A GREAT GREEN DESERT (Ryan Griffis/Sarah Ross)
A Great Green Desert is an experimental documentary project that examines two massive terraforming projects in the Americas, the US Corn Belt and Brazil’s “Soy Frontier”. The project brings together documentary field work, archival and literary research, and interviews with experts, scholars, and activists. The title, “A Great Green Desert,” is derived from a passage in Herbert Quick’s 1922 novel Vandemark’s Folly. Quick’s book follows a fictional homesteader, who like many 19th century European settlers, describes his encounter with the prairie’s vast grasslands in sublime terms; “I shall never forget the sight. It was like a great green sea.” This project proposes that this “great green sea,” home to a variety of human, plant and animal lives, has undergone a process of desertification, driven by mechanized agriculture and settler colonial ideologies.
4-channel video installation (4x 1080 digital video, stereo audio [English], 10:30): This installation combines documentary video imagery from the "soy frontier" of Brazil and the "corn belt" of Illinois with historical imagery and animation.
Documentary interviews (1080 digital video, stereo audio): Edited interviews with members of the Instituto Chico Mendes de Conservação da Biodiversidade; activist Alexandre Conceição, the National Coordinator of the Brazilian Landless Workers’ Party (MST); organic farmer Molly Breslin who operates Breslin Farms in Wallace Township, IL; and scholar Gustavo Oliveira, a UC Berkeley PhD candidate in Geography.
Nothing can be sold, but such things as can be carried away (2 sets of 500 offset prints, each 4-color, 2-sided, 17 x 22 in.): Two prints depict satellite imagery of commodity crop farms surrounding the towns of Decatur, IL, USA and Sorriso, Mato Grosso, Brazil). Comparing imagery viewed from the same relative altitude, the differences and similarities in land use practices (tied to different, yet intersecting, histories) are visible in the vastly different scales of farms and preserved areas. The prints are stacked next to one another and available for visitors to take. The title is taken from a passage in The Autobiography of Black Hawk/Ma-ka-tai-me-she-kia-kiak (1882).

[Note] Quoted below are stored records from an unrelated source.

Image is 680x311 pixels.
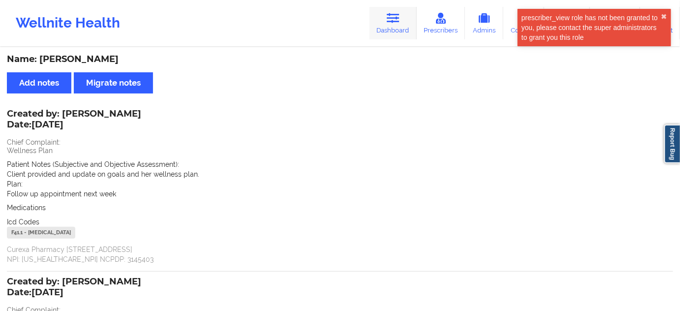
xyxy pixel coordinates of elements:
a: Prescribers [417,7,465,39]
div: Name: [PERSON_NAME] [7,54,673,65]
div: F41.1 - [MEDICAL_DATA] [7,227,75,239]
a: Admins [465,7,503,39]
button: Migrate notes [74,72,153,93]
div: Created by: [PERSON_NAME] [7,109,141,131]
div: prescriber_view role has not been granted to you, please contact the super administrators to gran... [521,13,661,42]
button: Add notes [7,72,71,93]
p: Follow up appointment next week [7,189,673,199]
p: Curexa Pharmacy [STREET_ADDRESS] NPI: [US_HEALTHCARE_NPI] NCPDP: 3145403 [7,244,673,264]
a: Report Bug [664,124,680,163]
span: Patient Notes (Subjective and Objective Assessment): [7,160,179,168]
span: Icd Codes [7,218,39,226]
p: Date: [DATE] [7,286,141,299]
p: Client provided and update on goals and her wellness plan. [7,169,673,179]
span: Medications [7,204,46,211]
span: Plan: [7,180,23,188]
div: Created by: [PERSON_NAME] [7,276,141,299]
p: Date: [DATE] [7,119,141,131]
a: Dashboard [369,7,417,39]
a: Coaches [503,7,544,39]
span: Chief Complaint: [7,138,60,146]
button: close [661,13,667,21]
p: Wellness Plan [7,146,673,155]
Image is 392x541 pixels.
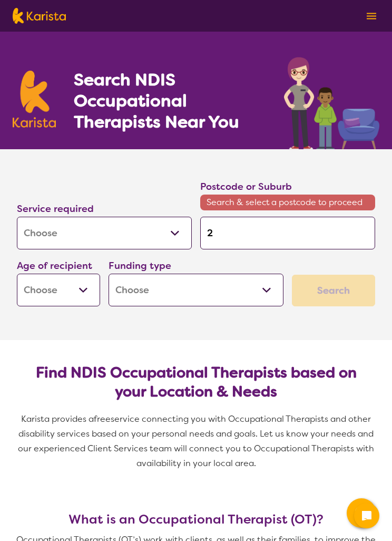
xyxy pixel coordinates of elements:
h3: What is an Occupational Therapist (OT)? [13,512,380,527]
label: Funding type [109,260,171,272]
input: Type [201,217,375,249]
h2: Find NDIS Occupational Therapists based on your Location & Needs [25,363,367,401]
span: service connecting you with Occupational Therapists and other disability services based on your p... [18,414,376,469]
label: Age of recipient [17,260,92,272]
img: Karista logo [13,71,56,128]
button: Channel Menu [347,498,376,528]
span: Karista provides a [21,414,94,424]
img: menu [367,13,376,19]
img: occupational-therapy [284,57,380,149]
img: Karista logo [13,8,66,24]
span: free [94,414,111,424]
span: Search & select a postcode to proceed [201,195,375,210]
label: Postcode or Suburb [201,180,292,193]
h1: Search NDIS Occupational Therapists Near You [74,69,266,132]
label: Service required [17,203,94,215]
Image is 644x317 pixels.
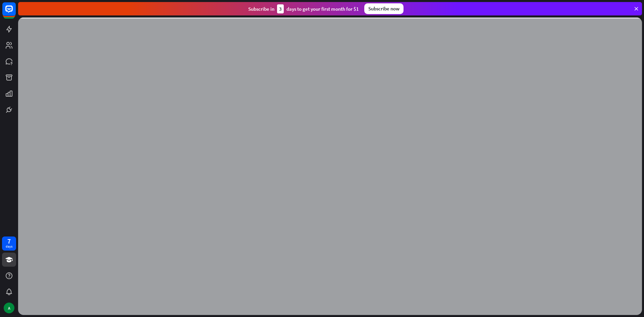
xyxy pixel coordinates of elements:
[364,4,403,14] div: Subscribe now
[5,244,13,249] div: days
[248,4,358,13] div: Subscribe in days to get your first month for $1
[4,303,14,313] div: A
[2,236,16,251] a: 7 days
[7,238,11,244] div: 7
[277,4,284,13] div: 3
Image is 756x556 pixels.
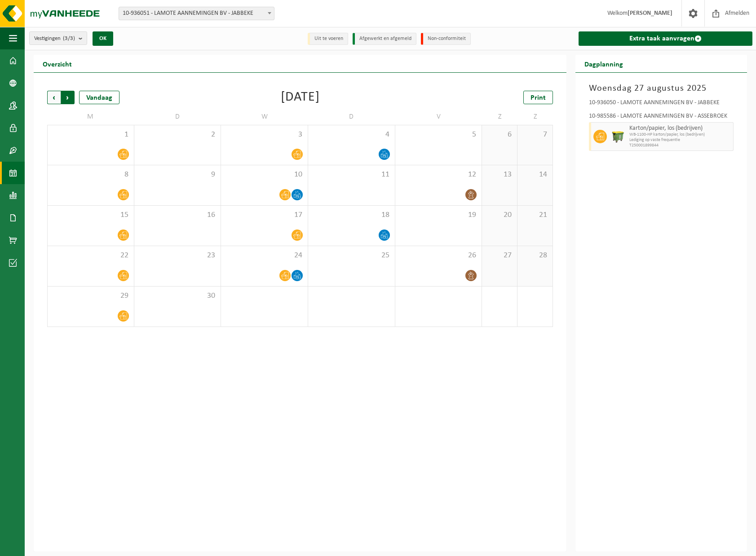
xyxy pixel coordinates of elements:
span: 10-936051 - LAMOTE AANNEMINGEN BV - JABBEKE [119,8,274,20]
span: 23 [139,251,216,260]
span: 2 [139,130,216,139]
h2: Dagplanning [575,55,632,72]
td: M [47,109,135,125]
span: 19 [400,210,477,220]
span: 5 [400,130,477,139]
button: Vestigingen(3/3) [29,31,87,45]
span: 28 [522,251,548,260]
td: D [135,109,221,125]
td: Z [517,109,552,125]
div: Vandaag [79,91,120,105]
div: 10-936050 - LAMOTE AANNEMINGEN BV - JABBEKE [589,100,733,109]
span: Volgende [61,91,74,105]
h2: Overzicht [33,55,81,72]
span: WB-1100-HP karton/papier, los (bedrijven) [629,132,731,137]
span: 11 [313,170,390,180]
td: Z [482,109,517,125]
li: Non-conformiteit [421,33,471,45]
span: 9 [139,170,216,180]
a: Extra taak aanvragen [578,31,752,46]
span: 10 [225,170,303,180]
span: 1 [52,130,129,139]
span: 20 [486,210,512,220]
span: 29 [52,291,129,301]
span: 3 [225,130,303,139]
span: 30 [139,291,216,301]
li: Afgewerkt en afgemeld [352,33,417,45]
button: OK [92,31,113,46]
td: V [395,109,482,125]
span: 17 [225,210,303,220]
span: 18 [313,210,390,220]
span: 21 [522,210,548,220]
count: (3/3) [63,36,75,41]
span: Vestigingen [34,32,75,45]
span: 16 [139,210,216,220]
span: Lediging op vaste frequentie [629,137,731,143]
span: 24 [225,251,303,260]
span: 25 [313,251,390,260]
span: 6 [486,130,512,139]
div: [DATE] [281,91,320,105]
span: 22 [52,251,129,260]
span: Vorige [47,91,61,105]
span: Karton/papier, los (bedrijven) [629,125,731,132]
span: T250001899844 [629,143,731,148]
span: 27 [486,251,512,260]
span: 8 [52,170,129,180]
span: 7 [522,130,548,139]
span: 12 [400,170,477,180]
span: 13 [486,170,512,180]
strong: [PERSON_NAME] [628,10,672,16]
span: 26 [400,251,477,260]
li: Uit te voeren [307,33,348,45]
span: Print [531,94,546,102]
a: Print [523,91,552,105]
div: 10-985586 - LAMOTE AANNEMINGEN BV - ASSEBROEK [589,113,733,122]
span: 14 [522,170,548,180]
h3: Woensdag 27 augustus 2025 [589,82,733,95]
td: D [308,109,395,125]
td: W [221,109,308,125]
span: 10-936051 - LAMOTE AANNEMINGEN BV - JABBEKE [119,7,275,20]
span: 4 [313,130,390,139]
span: 15 [52,210,129,220]
img: WB-1100-HPE-GN-50 [611,130,625,143]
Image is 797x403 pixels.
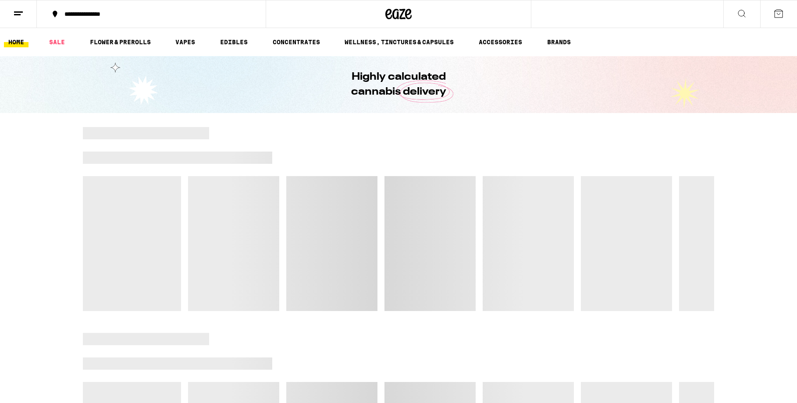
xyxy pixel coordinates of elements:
a: CONCENTRATES [268,37,324,47]
a: SALE [45,37,69,47]
a: WELLNESS, TINCTURES & CAPSULES [340,37,458,47]
a: ACCESSORIES [474,37,527,47]
a: HOME [4,37,29,47]
a: VAPES [171,37,200,47]
a: FLOWER & PREROLLS [86,37,155,47]
a: EDIBLES [216,37,252,47]
button: BRANDS [543,37,575,47]
h1: Highly calculated cannabis delivery [326,70,471,100]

The World in Some Parts (six altered globes, dimensions variable): Each of the six commercially manufactured globes has been altered to illustrate different geographic aspects of the grain trade: global distribution of grasslands, locations where major grain/oilseed crops are produced; primary shipping routes between production sites and receiving ports; primary commodity markets/exchanges; and activities of the four largest grain producing companies.

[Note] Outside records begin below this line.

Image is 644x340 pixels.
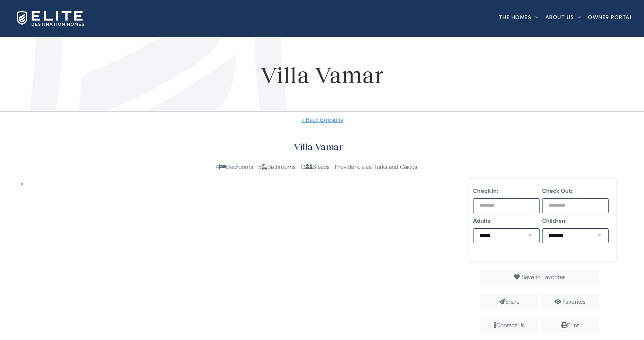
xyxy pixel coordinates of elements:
[12,115,633,125] a: < Back to results
[258,163,296,171] span: 5 Bathrooms
[545,2,582,32] a: About Us
[544,320,596,331] div: Print
[301,163,329,171] span: 12 Sleeps
[499,2,633,32] nav: Main Menu
[216,163,253,171] span: 4 Bedrooms
[17,12,84,26] img: Elite Destination Homes Logo
[588,2,633,32] a: Owner Portal
[542,216,609,226] label: Children:
[522,273,566,281] span: Save to Favorites
[12,58,633,91] h1: Villa Vamar
[545,15,574,20] span: About Us
[335,163,417,171] span: Providenciales, Turks and Caicos
[480,293,538,310] span: Share
[499,2,538,32] a: The Homes
[480,318,538,333] span: Contact Us
[473,216,540,226] label: Adults:
[21,140,616,154] h2: Villa Vamar
[563,298,585,305] a: Favorites
[542,186,609,195] label: Check Out:
[499,15,532,20] span: The Homes
[473,186,540,195] label: Check In:
[588,15,633,20] span: Owner Portal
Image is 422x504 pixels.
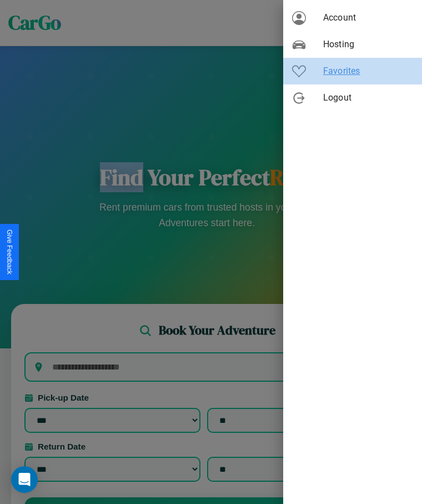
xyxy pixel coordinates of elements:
span: Hosting [323,38,413,51]
div: Logout [283,84,422,111]
span: Favorites [323,65,413,78]
div: Give Feedback [5,230,13,275]
div: Account [283,5,422,31]
div: Open Intercom Messenger [11,466,38,493]
span: Account [323,11,413,24]
div: Favorites [283,58,422,84]
span: Logout [323,91,413,105]
div: Hosting [283,31,422,58]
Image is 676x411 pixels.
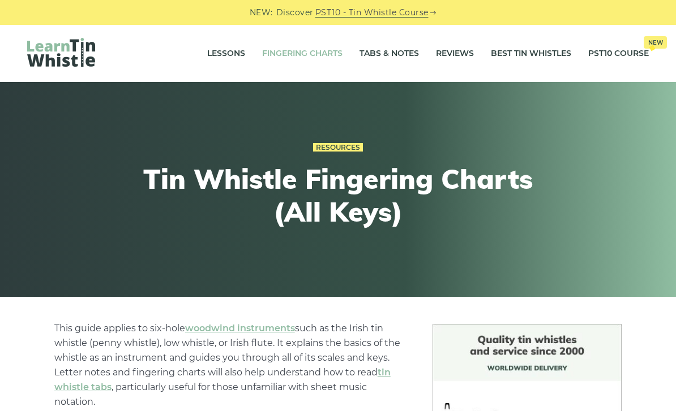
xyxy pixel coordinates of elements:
img: LearnTinWhistle.com [27,38,95,67]
a: Best Tin Whistles [491,40,571,68]
a: Resources [313,143,363,152]
h1: Tin Whistle Fingering Charts (All Keys) [130,163,546,228]
a: PST10 CourseNew [588,40,649,68]
a: Tabs & Notes [359,40,419,68]
a: Fingering Charts [262,40,342,68]
a: Lessons [207,40,245,68]
span: New [644,36,667,49]
p: This guide applies to six-hole such as the Irish tin whistle (penny whistle), low whistle, or Iri... [54,321,406,410]
a: Reviews [436,40,474,68]
a: woodwind instruments [185,323,295,334]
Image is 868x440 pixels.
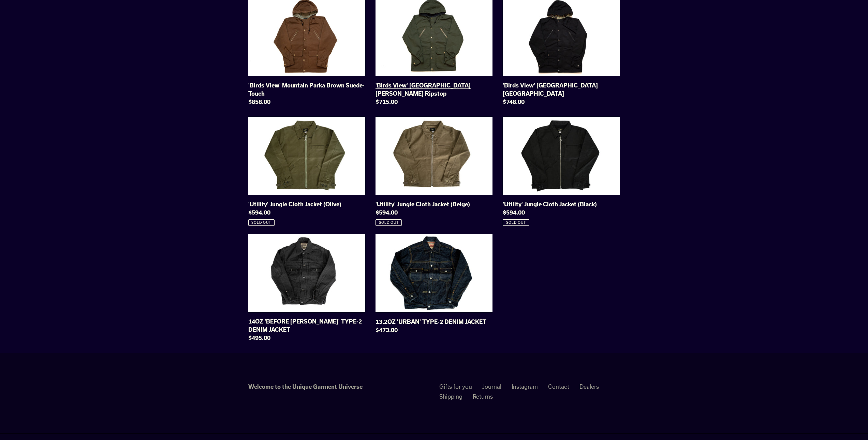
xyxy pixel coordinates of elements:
[580,383,599,390] a: Dealers
[440,393,462,400] a: Shipping
[440,383,472,390] a: Gifts for you
[483,383,501,390] a: Journal
[248,383,363,390] strong: Welcome to the Unique Garment Universe
[548,383,569,390] a: Contact
[473,393,493,400] a: Returns
[512,383,538,390] a: Instagram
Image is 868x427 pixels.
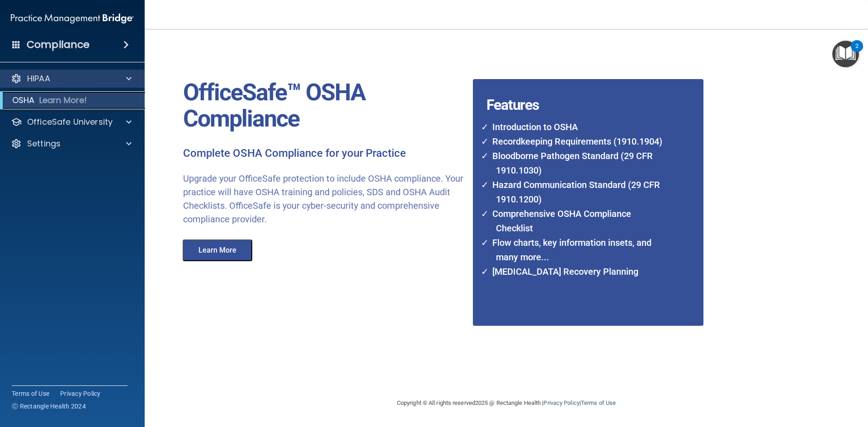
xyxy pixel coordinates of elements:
[543,399,579,406] a: Privacy Policy
[473,79,679,97] h4: Features
[39,95,87,106] p: Learn More!
[855,46,858,58] div: 2
[11,117,132,128] a: OfficeSafe University
[12,95,35,106] p: OSHA
[27,117,113,128] p: OfficeSafe University
[487,120,668,134] li: Introduction to OSHA
[183,147,466,161] p: Complete OSHA Compliance for your Practice
[12,389,49,398] a: Terms of Use
[183,80,466,132] p: OfficeSafe™ OSHA Compliance
[60,389,101,398] a: Privacy Policy
[487,264,668,279] li: [MEDICAL_DATA] Recovery Planning
[832,40,859,68] button: Open Resource Center, 2 new notifications
[11,9,134,28] img: PMB logo
[176,247,261,254] a: Learn More
[487,235,668,264] li: Flow charts, key information insets, and many more...
[27,39,89,51] h4: Compliance
[487,149,668,178] li: Bloodborne Pathogen Standard (29 CFR 1910.1030)
[341,388,671,418] div: Copyright © All rights reserved 2025 @ Rectangle Health | |
[182,239,252,261] button: Learn More
[27,73,50,84] p: HIPAA
[27,138,61,149] p: Settings
[487,134,668,149] li: Recordkeeping Requirements (1910.1904)
[487,178,668,207] li: Hazard Communication Standard (29 CFR 1910.1200)
[581,399,616,406] a: Terms of Use
[183,172,466,226] p: Upgrade your OfficeSafe protection to include OSHA compliance. Your practice will have OSHA train...
[487,207,668,235] li: Comprehensive OSHA Compliance Checklist
[11,138,132,149] a: Settings
[12,402,86,411] span: Ⓒ Rectangle Health 2024
[11,73,132,84] a: HIPAA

Installation documentation
(pictures courtesy of Gallery 400)
- Ryan Griffis/Sarah Ross "A Great Green Desert" (4-channel video projection with stereo soundtrack, digital prints)
- Ryan Griffis/Sarah Ross "A Great Green Desert: The World in Some Parts" (altered commercially produced globes)
- Ryan Griffis/Sarah Ross " A Great Green Desert: 'Nothing can be sold, but such things as can be carried away'" (17x22 offset prints)
- Ryan Griffis/Sarah Ross "A Great Green Desert" (4-channel video projection with stereo soundtrack)
- Ryan Griffis/Sarah Ross "A Great Green Desert" (3-channel video install of documentary interviews)
- Ryan Griffis/Sarah Ross "A Great Green Desert: 'Nothing can be sold, but such things as can be carried away' (2 sets of 500 offset prints, each 4-color, 2-sided, 17 x 22 in.)